He was just a few yards from the Courthouse now, and any doubts he'd entertained about the wisdom of venturing inside had fled. He climbed the overgrown steps, passed between the pillars (which had the girth of Donald Bottrall) and pushing open the half-rotted door, stepped inside.

It was colder than he had expected it to be, and darker. Though there had been so little rain that the river had been reduced to a trickle, there was nevertheless a dankness everywhere, as though somehow the building was drawing moisture up from the earth below, and with it came the smell of rot and worms.

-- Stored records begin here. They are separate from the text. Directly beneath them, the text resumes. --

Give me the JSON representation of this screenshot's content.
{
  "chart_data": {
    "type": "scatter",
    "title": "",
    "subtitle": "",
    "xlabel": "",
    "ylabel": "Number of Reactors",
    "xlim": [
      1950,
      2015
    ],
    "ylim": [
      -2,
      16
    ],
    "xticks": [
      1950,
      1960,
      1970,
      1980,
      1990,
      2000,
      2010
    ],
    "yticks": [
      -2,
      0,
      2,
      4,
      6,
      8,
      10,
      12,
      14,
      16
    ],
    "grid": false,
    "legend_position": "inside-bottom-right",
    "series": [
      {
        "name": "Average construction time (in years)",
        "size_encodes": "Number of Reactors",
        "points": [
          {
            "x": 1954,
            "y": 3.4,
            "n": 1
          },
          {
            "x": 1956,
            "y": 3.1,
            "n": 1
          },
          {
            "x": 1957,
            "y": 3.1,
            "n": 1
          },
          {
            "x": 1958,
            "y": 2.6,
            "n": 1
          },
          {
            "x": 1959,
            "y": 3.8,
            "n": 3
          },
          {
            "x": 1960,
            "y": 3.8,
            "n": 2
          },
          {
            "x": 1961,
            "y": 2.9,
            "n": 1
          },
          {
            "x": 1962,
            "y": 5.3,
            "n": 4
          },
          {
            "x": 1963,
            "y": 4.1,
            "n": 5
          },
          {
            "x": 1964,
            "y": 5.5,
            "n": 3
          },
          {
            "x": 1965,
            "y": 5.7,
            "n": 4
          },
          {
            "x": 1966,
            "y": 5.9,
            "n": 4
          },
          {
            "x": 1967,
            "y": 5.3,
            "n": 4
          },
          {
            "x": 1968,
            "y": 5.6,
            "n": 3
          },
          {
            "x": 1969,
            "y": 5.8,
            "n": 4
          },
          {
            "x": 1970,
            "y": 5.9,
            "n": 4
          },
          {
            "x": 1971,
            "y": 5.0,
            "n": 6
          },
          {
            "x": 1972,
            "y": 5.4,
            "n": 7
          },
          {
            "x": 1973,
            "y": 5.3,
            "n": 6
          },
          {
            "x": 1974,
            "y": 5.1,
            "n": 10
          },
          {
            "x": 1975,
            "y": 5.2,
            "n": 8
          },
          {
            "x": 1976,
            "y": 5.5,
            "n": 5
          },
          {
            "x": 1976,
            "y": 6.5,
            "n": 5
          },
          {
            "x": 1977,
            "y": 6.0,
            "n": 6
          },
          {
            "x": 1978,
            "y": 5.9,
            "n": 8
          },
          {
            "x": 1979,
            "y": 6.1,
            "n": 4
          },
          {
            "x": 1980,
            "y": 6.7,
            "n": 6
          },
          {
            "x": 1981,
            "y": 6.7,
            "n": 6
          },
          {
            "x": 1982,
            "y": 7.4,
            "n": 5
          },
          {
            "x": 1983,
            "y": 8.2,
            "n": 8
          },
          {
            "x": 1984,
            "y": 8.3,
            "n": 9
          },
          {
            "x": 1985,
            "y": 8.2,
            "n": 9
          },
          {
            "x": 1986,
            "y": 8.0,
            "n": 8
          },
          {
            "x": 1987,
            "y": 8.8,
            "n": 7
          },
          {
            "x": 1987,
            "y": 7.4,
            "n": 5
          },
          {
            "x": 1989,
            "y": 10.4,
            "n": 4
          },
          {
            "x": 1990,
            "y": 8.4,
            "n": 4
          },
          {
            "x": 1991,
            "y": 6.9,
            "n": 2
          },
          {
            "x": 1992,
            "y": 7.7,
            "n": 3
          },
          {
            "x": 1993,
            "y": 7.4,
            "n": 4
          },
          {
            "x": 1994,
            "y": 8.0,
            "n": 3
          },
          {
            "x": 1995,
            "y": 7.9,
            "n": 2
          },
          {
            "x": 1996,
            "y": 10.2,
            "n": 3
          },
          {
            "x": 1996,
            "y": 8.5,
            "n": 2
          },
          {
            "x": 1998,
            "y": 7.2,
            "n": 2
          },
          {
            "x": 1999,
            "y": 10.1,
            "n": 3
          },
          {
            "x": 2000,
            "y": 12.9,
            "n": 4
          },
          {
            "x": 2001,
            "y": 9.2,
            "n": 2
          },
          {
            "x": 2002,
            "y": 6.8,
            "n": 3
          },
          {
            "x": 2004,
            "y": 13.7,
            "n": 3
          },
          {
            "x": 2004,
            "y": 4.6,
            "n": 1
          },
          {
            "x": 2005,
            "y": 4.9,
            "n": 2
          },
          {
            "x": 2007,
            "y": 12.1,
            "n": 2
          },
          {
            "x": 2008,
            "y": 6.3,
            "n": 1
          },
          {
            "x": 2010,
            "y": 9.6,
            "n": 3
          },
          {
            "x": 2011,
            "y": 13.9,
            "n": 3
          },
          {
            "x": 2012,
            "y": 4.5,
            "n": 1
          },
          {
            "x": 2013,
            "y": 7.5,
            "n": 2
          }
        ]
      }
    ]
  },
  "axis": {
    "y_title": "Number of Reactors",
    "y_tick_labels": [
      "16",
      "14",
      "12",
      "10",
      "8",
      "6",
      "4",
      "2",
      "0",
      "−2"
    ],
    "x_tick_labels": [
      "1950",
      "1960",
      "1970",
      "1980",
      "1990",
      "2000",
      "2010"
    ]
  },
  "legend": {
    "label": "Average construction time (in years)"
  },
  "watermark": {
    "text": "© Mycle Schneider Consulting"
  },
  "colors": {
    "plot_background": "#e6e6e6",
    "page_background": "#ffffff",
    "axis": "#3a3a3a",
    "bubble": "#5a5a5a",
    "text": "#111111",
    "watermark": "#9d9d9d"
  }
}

The room he'd entered was most peculiar: a kind of semi-circular vestibule, with a number of alcoves carved into it that looked as though they might have been intended for statues. On the floor was an elaborate mosaic, depicting a curious collection of objects, some of which Will recognized, others which he did not. There were grapes and lemons, flowers and cloves of garlic; there was what might have been a piece of meat, except that it had maggots crawling out of it and he thought that must be his mistake, because nobody in their right mind would go to the trouble of building a magnificent place like this and then put a picture of a rotted steak on the floor. He didn't linger to puzzle over it for long. A call of distant thunder so deep it reverberated in the walls reminded him of the coming storm. He needed to be out of here in a couple of minutes if he was to have a hope of outrunning the rain. He headed on, into the belly of the building, down a wide, high-ceilinged corridor (it was almost as though the doors and passageways had been designed to let giants pass) and through another door, this less vaulted than the first, into the central chamber.

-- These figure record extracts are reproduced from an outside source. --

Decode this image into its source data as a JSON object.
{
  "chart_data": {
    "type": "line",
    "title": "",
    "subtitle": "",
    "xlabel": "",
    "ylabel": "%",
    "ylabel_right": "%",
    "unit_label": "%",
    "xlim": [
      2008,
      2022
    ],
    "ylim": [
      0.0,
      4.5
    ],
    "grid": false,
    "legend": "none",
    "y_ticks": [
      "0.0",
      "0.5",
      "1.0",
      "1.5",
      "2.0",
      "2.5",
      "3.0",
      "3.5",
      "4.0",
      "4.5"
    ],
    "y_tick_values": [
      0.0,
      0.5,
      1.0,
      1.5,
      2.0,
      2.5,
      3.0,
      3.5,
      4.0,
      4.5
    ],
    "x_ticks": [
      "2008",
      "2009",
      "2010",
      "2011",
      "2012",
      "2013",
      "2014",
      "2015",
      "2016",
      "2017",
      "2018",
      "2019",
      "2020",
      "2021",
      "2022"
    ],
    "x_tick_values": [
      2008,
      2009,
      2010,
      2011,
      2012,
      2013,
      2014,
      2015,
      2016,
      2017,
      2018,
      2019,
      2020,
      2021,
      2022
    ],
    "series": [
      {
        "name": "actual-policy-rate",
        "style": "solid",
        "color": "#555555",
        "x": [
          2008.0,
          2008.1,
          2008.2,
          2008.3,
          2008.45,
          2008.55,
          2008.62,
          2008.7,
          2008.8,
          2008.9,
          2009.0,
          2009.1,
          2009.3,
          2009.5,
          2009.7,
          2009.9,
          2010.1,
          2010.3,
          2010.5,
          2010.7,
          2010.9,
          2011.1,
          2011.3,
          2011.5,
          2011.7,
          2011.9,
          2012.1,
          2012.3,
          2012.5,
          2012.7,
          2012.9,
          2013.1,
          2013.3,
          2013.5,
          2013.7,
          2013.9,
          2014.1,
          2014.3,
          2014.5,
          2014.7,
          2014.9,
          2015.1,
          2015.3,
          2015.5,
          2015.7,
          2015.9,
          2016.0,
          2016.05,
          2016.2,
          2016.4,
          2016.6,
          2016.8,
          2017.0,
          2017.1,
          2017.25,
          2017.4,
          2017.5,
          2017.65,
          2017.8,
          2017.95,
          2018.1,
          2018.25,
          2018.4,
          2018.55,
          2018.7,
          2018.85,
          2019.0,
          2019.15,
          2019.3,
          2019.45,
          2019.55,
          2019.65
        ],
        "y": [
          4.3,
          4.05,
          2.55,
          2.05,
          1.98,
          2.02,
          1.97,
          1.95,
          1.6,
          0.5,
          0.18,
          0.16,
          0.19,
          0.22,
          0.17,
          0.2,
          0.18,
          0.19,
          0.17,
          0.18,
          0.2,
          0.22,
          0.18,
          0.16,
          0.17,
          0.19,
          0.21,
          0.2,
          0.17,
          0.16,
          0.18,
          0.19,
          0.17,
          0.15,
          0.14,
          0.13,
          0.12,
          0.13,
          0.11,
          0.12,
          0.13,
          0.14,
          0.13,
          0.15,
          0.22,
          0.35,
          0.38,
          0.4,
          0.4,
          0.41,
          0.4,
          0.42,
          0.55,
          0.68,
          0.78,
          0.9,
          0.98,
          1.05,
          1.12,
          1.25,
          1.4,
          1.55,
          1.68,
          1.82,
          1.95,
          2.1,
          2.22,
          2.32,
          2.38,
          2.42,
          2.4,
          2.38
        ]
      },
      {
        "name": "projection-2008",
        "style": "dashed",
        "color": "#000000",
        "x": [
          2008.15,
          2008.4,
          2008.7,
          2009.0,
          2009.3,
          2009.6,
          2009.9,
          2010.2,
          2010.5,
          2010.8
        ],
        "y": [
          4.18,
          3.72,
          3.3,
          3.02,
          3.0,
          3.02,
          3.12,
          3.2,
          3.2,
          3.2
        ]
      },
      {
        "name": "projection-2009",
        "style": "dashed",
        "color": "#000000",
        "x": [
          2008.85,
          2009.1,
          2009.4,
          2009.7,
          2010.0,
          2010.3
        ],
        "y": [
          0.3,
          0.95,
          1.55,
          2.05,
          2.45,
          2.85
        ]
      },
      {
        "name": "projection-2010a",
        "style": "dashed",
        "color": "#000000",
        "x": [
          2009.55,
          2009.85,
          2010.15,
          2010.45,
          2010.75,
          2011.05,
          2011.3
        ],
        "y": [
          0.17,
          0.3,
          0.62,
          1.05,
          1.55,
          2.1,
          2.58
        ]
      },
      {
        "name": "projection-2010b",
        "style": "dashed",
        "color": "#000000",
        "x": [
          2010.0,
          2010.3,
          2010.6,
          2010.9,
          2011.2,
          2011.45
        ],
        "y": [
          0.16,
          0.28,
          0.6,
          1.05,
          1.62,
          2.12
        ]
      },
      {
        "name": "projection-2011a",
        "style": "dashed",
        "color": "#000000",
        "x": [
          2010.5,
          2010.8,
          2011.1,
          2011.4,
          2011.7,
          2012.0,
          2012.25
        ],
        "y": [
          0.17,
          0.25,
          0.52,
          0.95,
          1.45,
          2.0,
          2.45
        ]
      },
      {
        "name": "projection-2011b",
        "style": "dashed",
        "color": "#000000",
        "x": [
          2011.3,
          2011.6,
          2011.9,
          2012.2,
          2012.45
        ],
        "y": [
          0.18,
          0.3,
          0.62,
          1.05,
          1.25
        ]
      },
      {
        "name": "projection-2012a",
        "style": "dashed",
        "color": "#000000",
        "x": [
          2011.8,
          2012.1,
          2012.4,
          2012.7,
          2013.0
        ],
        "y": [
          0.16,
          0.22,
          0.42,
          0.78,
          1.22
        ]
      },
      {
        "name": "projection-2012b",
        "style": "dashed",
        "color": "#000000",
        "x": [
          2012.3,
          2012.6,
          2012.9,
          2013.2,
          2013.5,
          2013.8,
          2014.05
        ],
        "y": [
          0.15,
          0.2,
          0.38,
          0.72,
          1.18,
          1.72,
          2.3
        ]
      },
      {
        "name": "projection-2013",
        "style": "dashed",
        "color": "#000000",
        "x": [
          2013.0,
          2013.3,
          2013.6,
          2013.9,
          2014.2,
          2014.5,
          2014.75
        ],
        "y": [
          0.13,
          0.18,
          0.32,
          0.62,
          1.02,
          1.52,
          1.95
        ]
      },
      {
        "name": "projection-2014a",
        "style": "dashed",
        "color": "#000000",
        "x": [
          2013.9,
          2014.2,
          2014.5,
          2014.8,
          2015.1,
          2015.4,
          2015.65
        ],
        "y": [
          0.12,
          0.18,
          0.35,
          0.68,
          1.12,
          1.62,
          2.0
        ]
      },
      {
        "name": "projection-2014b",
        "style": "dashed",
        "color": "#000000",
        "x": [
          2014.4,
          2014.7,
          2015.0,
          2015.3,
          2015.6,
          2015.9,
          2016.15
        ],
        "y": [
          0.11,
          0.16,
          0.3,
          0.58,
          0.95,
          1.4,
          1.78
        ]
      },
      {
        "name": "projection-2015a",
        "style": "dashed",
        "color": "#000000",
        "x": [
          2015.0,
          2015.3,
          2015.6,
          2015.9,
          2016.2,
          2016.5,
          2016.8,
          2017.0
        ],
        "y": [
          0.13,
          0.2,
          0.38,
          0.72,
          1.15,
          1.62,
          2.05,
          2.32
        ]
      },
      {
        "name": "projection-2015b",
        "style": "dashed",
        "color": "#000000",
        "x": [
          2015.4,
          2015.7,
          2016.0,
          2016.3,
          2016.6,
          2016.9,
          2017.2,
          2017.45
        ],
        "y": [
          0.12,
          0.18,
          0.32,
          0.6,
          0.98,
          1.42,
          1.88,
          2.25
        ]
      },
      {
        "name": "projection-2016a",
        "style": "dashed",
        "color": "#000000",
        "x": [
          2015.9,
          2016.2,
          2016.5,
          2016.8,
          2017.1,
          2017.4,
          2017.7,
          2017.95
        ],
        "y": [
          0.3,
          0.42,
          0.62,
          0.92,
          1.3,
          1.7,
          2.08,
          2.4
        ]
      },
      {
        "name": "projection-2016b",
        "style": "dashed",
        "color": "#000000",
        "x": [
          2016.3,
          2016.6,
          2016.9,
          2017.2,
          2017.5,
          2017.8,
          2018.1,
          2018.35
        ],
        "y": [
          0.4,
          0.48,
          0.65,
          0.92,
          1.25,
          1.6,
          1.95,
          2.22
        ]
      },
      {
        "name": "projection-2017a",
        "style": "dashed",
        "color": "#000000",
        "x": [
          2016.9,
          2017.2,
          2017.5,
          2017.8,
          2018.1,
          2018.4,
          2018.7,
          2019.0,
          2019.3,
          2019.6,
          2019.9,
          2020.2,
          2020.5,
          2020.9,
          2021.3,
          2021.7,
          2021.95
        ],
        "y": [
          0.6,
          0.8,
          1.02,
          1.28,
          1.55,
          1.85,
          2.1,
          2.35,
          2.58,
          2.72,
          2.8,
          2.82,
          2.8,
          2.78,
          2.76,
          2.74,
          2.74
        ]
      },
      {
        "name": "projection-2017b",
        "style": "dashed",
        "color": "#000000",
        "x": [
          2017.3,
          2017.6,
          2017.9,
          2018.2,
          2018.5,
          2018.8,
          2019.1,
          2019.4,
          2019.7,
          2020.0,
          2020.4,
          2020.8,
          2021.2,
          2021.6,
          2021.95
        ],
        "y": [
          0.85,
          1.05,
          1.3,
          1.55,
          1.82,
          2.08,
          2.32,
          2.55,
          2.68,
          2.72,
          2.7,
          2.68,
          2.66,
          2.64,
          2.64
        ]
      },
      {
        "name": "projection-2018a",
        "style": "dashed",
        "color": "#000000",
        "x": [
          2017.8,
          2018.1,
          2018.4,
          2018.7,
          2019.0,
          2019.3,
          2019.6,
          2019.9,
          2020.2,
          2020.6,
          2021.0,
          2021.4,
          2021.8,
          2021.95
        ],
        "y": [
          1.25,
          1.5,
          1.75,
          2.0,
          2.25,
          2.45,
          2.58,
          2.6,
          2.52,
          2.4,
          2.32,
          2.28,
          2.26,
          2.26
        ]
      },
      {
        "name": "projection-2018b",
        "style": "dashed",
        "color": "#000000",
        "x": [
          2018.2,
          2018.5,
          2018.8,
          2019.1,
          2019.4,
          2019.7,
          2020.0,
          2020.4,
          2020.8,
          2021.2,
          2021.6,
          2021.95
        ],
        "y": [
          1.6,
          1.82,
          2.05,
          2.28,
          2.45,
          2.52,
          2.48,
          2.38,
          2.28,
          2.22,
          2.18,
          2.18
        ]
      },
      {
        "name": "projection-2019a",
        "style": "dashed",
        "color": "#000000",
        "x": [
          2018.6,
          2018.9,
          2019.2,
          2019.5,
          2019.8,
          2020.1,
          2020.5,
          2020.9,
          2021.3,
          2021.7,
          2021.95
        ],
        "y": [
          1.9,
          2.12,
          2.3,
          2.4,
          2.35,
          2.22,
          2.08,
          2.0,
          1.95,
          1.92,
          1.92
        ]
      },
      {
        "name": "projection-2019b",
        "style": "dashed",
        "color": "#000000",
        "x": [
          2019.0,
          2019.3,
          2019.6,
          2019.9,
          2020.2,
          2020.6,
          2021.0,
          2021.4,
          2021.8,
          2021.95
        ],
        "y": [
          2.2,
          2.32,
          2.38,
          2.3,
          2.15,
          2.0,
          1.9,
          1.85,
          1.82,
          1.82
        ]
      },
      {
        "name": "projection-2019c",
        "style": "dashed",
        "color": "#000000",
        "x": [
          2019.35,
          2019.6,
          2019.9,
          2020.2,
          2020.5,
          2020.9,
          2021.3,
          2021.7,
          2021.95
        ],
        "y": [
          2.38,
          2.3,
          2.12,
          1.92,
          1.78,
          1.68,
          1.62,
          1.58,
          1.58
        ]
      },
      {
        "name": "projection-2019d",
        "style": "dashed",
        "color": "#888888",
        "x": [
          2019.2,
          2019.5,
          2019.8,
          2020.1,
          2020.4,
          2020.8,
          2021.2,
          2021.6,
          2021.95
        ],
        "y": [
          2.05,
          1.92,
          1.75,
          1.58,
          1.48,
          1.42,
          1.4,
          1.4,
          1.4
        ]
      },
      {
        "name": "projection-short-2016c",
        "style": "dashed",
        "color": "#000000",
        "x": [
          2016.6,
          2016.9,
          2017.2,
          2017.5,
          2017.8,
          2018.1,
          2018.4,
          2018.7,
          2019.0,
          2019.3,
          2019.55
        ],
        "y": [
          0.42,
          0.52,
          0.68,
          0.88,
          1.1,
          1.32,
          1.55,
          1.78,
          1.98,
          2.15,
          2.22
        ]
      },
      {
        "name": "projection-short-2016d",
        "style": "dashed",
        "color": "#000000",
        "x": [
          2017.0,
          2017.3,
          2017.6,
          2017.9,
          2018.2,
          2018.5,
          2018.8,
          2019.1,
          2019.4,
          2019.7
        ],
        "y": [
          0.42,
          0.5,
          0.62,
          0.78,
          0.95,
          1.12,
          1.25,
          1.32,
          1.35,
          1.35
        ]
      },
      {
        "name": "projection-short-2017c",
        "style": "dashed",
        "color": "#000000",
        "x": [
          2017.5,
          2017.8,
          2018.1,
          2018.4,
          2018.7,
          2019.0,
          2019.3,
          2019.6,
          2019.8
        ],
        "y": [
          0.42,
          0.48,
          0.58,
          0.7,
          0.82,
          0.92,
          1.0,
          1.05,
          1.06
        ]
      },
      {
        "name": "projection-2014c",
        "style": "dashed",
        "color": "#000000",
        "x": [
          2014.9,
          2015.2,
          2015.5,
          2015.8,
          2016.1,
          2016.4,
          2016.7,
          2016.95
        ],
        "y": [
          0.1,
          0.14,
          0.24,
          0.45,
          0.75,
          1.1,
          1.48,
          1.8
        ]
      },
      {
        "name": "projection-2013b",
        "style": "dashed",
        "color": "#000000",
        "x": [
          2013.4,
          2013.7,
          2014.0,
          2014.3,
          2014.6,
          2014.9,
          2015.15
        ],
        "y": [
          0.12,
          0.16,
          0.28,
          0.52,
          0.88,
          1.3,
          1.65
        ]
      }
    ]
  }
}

As he entered there was a clattering in the shadows ahead of him, so loud his heart jumped in his chest. He threw himself back towards the door, and would have been away through it - his adventurous spirit quenched - had he not moments later heard the pitiful bleat of a sheep. He studied the chamber. It had a round skylight in the middle of its domed roof, and a beam came down to strike the filthy ground, like a single bright pillar designed to hold the whole magnificence in place. There was a wash of light up upon the tiers of stone seats which ran round the entire chamber, bright enough to touch the walls themselves. Here, he saw, there were carvings, depicting who knew what? Sporting events, perhaps; he saw horses in one of them, and dogs in another, straining on long leashes.

The bleating came again, and following the sound Will set eyes on a pitiable sight. A fully grown sheep - its body pitifully thinned by malnutrition, its fleece hanging off it in filthy rags - was cowering in a niche between two tiers of seats where it had retreated upon Will's entrance.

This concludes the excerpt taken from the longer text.